The Snark | When the Farmer Didn’t Look Up... The First Forrest Gump
- The Snark
- Mar 31
- 3 min read
Or: How to Let the World End in the Background While Your Characters Make Soup
Somewhere in this very famous painting, a boy is falling from the sky. Wings melted, hubris punished, myth fulfilled. He’s literally drowning. And you know what everyone else in the painting is doing?
Absolutely nothing.
They’re farming. Fishing. Looking vaguely busy and/or bored. They are deeply committed to ignoring one of the most dramatic events in Western mythology. Honestly? Respect.
Before we go any further—go ahead, look up “Landscape with the Fall of Icarus.” We’ll wait.(Seriously. This is the link. We’ll still be here.)
Now try to find Icarus. No really, try. You might need to zoom in. A lot. Clue: he’s not flying. Or falling. He’s… flailing. Or rather, his legs are flailing. In the corner. Barely above water. He’s about to vanish forever. It’s like a Where’s Waldo of catastrophic failure.
And that’s the brilliance of it.
Behold the Power of the Oblivious Protagonist
We’re trained to think the story belongs to the one with the wings. But Bruegel—or whoever painted it—is quietly, gloriously telling us: Nah. The farmer’s the real protagonist.
That’s the guy who’ll make it through winter. That’s the guy who’ll be back in the field tomorrow. Icarus? One splash, no encore.
As W.H. Auden put it in his 1938 poem Musée des Beaux Arts:
“In Brueghel's Icarus, for instance: how everything turns away
Quite leisurely from the disaster; the ploughman may
Have heard the splash, the forsaken cry,
But for him it was not an important failure; the sun shone
As it had to on the white legs disappearing into the green
Water; and the expensive delicate ship that must have seen
Something amazing, a boy falling out of the sky,
Had somewhere to get to and sailed calmly on."
You can almost hear the farmer thinking, “That mythological thud behind me? Not my problem. These turnips won’t plant themselves.”
Forrest Gump, Patron Saint of Shrugging
Fast-forward 400 years and we get the cinematic version: Forrest Gump. Vietnam, Watergate, Apple stock, historical whirlwinds—and Forrest just wants to play ping pong and eat chocolates. The world burns, and he’s just… running.
That’s not failure. That’s style.
In writing, this works because it mirrors real life. Most of us don’t realize when we’re living through big moments. And your characters shouldn’t either.
Tiny Clues, Big World
Writers: this is your moment to not explain everything. A character can be oblivious while the reader is not. That’s the tension. That’s the joy.

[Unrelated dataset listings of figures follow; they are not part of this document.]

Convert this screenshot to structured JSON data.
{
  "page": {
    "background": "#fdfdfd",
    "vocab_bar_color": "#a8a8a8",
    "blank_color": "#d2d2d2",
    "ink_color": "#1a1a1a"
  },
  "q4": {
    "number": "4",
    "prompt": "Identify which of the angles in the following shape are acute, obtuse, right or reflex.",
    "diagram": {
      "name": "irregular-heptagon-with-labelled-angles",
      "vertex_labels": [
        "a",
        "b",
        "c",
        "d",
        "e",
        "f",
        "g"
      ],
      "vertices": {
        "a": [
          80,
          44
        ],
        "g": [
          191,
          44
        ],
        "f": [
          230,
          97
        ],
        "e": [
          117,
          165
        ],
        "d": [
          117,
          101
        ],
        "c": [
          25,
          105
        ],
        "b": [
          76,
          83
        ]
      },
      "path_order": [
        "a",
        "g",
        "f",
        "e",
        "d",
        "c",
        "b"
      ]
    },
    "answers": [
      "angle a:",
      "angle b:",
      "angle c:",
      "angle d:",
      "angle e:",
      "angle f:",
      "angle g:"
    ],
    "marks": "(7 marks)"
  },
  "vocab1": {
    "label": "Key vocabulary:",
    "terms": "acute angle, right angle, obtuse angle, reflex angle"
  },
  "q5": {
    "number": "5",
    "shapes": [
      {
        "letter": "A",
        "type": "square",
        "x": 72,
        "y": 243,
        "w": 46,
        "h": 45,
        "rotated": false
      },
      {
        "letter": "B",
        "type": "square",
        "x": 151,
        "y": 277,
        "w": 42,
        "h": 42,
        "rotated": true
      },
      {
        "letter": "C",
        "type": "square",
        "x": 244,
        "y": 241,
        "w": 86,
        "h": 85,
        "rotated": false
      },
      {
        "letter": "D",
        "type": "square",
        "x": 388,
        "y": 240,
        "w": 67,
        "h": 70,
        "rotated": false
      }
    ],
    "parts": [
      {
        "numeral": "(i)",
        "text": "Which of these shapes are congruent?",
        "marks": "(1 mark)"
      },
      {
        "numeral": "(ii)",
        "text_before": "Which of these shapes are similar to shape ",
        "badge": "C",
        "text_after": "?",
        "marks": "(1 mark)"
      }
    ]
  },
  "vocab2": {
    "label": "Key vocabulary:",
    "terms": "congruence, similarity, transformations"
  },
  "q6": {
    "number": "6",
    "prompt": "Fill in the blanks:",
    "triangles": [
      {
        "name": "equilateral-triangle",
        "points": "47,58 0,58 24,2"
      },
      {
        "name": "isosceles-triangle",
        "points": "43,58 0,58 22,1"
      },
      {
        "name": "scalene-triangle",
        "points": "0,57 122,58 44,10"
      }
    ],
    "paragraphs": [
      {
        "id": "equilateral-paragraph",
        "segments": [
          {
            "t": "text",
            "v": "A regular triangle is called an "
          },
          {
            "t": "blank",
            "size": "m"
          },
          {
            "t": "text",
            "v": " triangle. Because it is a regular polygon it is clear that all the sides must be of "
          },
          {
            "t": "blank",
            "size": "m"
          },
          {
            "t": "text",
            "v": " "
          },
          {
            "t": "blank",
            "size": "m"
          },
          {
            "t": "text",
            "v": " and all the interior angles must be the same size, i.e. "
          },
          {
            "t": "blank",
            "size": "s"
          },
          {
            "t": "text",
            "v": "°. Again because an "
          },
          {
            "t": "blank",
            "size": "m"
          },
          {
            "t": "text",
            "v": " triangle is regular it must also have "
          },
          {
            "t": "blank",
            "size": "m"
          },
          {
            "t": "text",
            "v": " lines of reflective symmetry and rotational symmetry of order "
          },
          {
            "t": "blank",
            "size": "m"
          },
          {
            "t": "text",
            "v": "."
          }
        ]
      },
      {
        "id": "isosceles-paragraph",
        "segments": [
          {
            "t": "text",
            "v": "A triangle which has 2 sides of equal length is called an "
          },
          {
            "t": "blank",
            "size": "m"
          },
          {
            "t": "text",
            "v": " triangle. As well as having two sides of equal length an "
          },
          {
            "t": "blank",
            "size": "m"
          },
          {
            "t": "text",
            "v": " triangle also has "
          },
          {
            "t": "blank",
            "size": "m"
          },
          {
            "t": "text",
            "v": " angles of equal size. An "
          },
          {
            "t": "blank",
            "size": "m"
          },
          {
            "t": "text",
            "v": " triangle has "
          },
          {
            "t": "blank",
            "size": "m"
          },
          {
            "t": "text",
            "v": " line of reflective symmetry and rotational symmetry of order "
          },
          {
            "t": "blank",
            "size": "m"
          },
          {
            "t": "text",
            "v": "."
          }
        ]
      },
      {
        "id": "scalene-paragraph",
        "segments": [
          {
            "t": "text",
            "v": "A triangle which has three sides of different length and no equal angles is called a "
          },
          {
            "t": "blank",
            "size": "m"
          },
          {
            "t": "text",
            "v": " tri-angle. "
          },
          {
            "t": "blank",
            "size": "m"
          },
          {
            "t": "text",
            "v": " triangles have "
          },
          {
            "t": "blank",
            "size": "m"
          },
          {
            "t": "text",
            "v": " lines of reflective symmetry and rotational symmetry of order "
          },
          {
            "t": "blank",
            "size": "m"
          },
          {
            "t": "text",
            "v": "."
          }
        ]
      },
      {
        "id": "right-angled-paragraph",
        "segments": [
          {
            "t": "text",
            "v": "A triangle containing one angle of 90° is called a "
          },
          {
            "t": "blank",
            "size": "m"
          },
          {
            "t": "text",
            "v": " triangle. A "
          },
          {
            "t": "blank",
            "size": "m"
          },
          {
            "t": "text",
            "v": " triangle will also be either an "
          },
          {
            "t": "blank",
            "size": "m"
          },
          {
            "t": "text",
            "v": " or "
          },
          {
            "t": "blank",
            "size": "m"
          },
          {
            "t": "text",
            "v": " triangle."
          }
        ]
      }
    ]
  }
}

Slip in a whisper of the world’s larger drama:
“The café was half-empty. A man in the corner muttered something about all the drones flying over the town that day. She asked if they had oat milk.”
One line. That’s all you need. Your reader knows something’s coming. Your character doesn’t. Delicious.
Also: let your secondary characters shine. That janitor muttering about the price of grain? That Uber driver humming nervously to the news on the radio? That’s your chorus. Use them. Don’t let your whole novel live in a bubble where no one’s heard of 9/11, climate change, or Beyoncé.
The Icarus Move for Writers
You don’t have to write a scene about Icarus plummeting from the sky. But you can write a character in the crowd below, tying their shoelace. Or arguing with a lover. Or wondering why that guy’s yelling “I CAN FLY.”
Let the big stuff happen offscreen. The more subtle your clues, the more rewarding for the reader. You’re not spoon-feeding plot. You’re planting little mythological landmines.
A Daring Prompt (Because We’re Snarky Like That)
Now you have Landscape with the Fall of Icarus in your mind, pen a few sentences about the moment he falls—from the perspective of someone who doesn’t care. The shepherd. The fisherman. The farmer. The dog. The turnips.
Or write a scene where your main character fails to notice something massive happening right behind them—and let your reader notice what they missed.
That’s called layering. That’s what makes your fiction richer, and feel real.
So the next time you’re tempted to explain every apocalypse, every heartbreak, every meteor, remember: Sometimes the most interesting thing about a character is what they don’t see. Sometimes the most mythic moment in your book should be the leg of a drowning mythological figure waving from a distant corner.
And sometimes… being the farmer is enough.